Over 900 house flips later, it’s safe to say that Jim did just that.

Going back to basics

At the beginning of our conversation, Jim noted that, historically, his company has completed over 150 flips a year. This year, they were scaling back to 80-90 flips – and there’s a reason for it.

“It was August of 2022. I was on the first couple of days of a three-week vacation with my family on a lake in Maine. The first three or four days, I kept getting phone calls from the office. I had a chief sales officer, chief operations officer, or one or two other managers – I’m like, ‘Why am I getting these phone calls when I pay all of you?’ My overhead was like $350,000 a month at the time. I didn’t need the stress.”

He then recalls the hardest day of his career. After returning from vacation, he let go of ¾ of his staff in a day.

“You think you're ready for those conversations? No. I just started crying like crazy,” Jim says. “Thank God for my friend Eric, because he course-corrected my approach. My initial approach was to have a team meeting and tell everybody at once ‘you're gone.’ I thought that was a reasonable thing to do. Eric asked me one question: Would you say that you're doing that for your benefit or for theirs?”

After that, it was a difficult few months for Jim as he went back to basics and rebuilt his business – but it paid off in a big way.

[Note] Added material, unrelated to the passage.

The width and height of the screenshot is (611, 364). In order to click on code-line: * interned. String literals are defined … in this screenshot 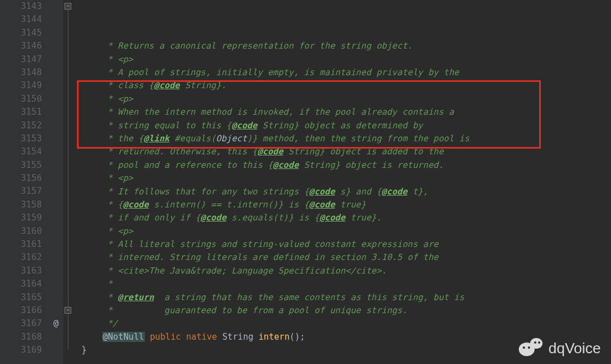, I will do `click(346, 258)`.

“Fast forward to this year: I've made more money. We'll probably double my previous best year ever in terms of net revenue.”

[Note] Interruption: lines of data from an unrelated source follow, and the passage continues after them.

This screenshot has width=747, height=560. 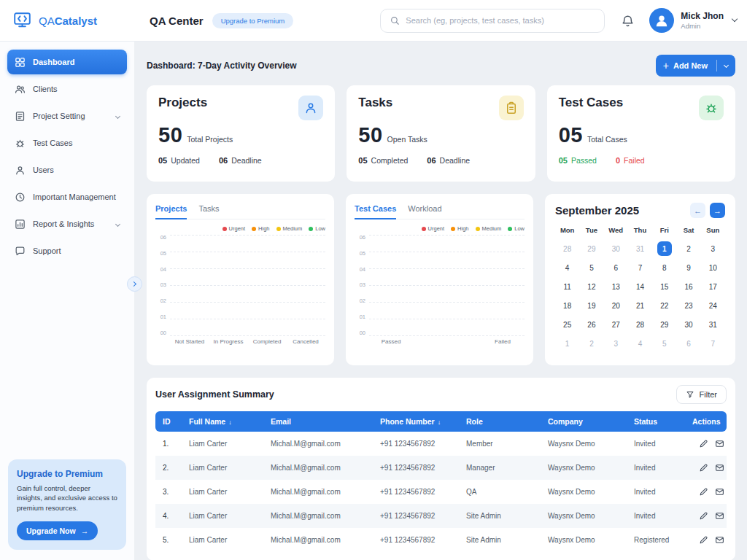 I want to click on calendar-next-button: →, so click(x=718, y=210).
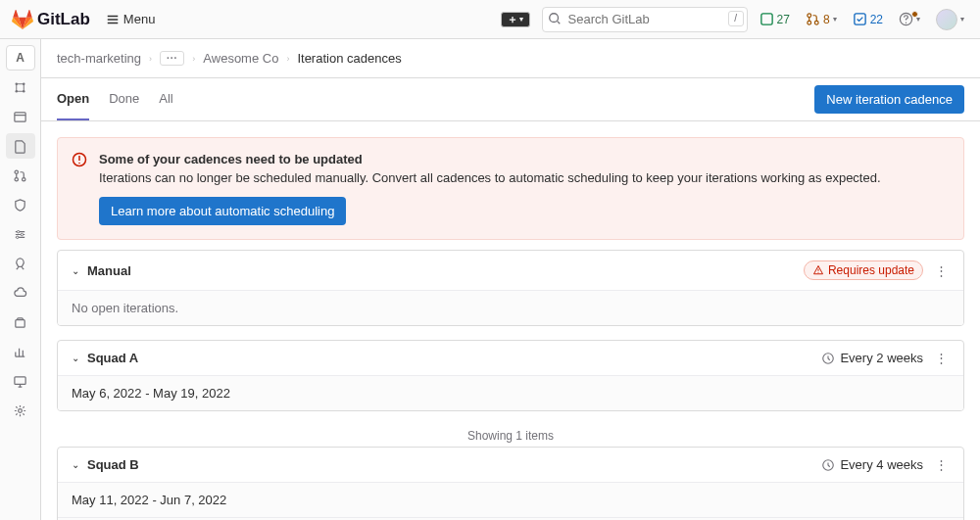  I want to click on nav-repository, so click(21, 117).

The other upside? He’s working 35 hours a week or less.

Advice for other investors

“I'll give three pieces of advice,” Jim says.

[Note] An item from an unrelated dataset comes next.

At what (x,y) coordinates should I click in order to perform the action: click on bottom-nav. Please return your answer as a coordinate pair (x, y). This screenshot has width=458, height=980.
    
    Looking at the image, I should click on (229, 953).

  1. If you're just getting started in this space, it's easy to delude ourselves into thinking that we're working hard and we're not. If you are not talking to sellers, then you're not doing anything. I don't care if you've built the best website in the world. I don't care if you network your butt off. It’s follow up calls, making offers, meeting with people, cold calling, whatever.

  2. Make sure you buy houses that are normal for the area. Don't try to take the smallest house or the biggest house or the weirdest house in the weirdest location. Take houses that are normal – ugly houses, yes – but normal.

  3. The moment that I don't take ownership is the moment I give up control to somebody else. Embrace confrontation. So, whether it's a hard conversation, it's letting somebody go, or it's breaking up with somebody, whatever it is, do the hard thing and do it sooner.

Jim’s recent partnership with Motivated Leads

Despite being new to Motivated Leads, the partnership has already been successful for Jim’s REI business.

“I'm actually pretty new to Motivated Leads. I think the most I ever spent on a consistent basis was $125,000 a month on marketing. We're at like $25,000, maybe $30,000 now per month.”

A trusted referral sent Jim to Motivated Leads, and that was all he needed to give us a try.

“We started off with a $5,000 monthly budget. In the first few weeks, I got this deal. It might be one of the best single family deals of my lifetime. The seller was super motivated. The lead came in, and we jumped on it right away.”

Jim’s had experience with other lead-buying services before, and what he loves most about Motivated Leads is our customer service process. “You’ve got pretty good quality control, but sometimes a lead slips through and there's no valid contact info or it's a bogus address or whatever, and you have a refund process,” Jim says.

Get quality leads for your portfolio from Motivated Leads

“If you are wanting higher-quality leads or if you're wanting more leads, then I definitely recommend reaching out to Motivated Leads. Our experience has been great.”

Close more deals, find motivated sellers, and scale your business with Motivated Leads.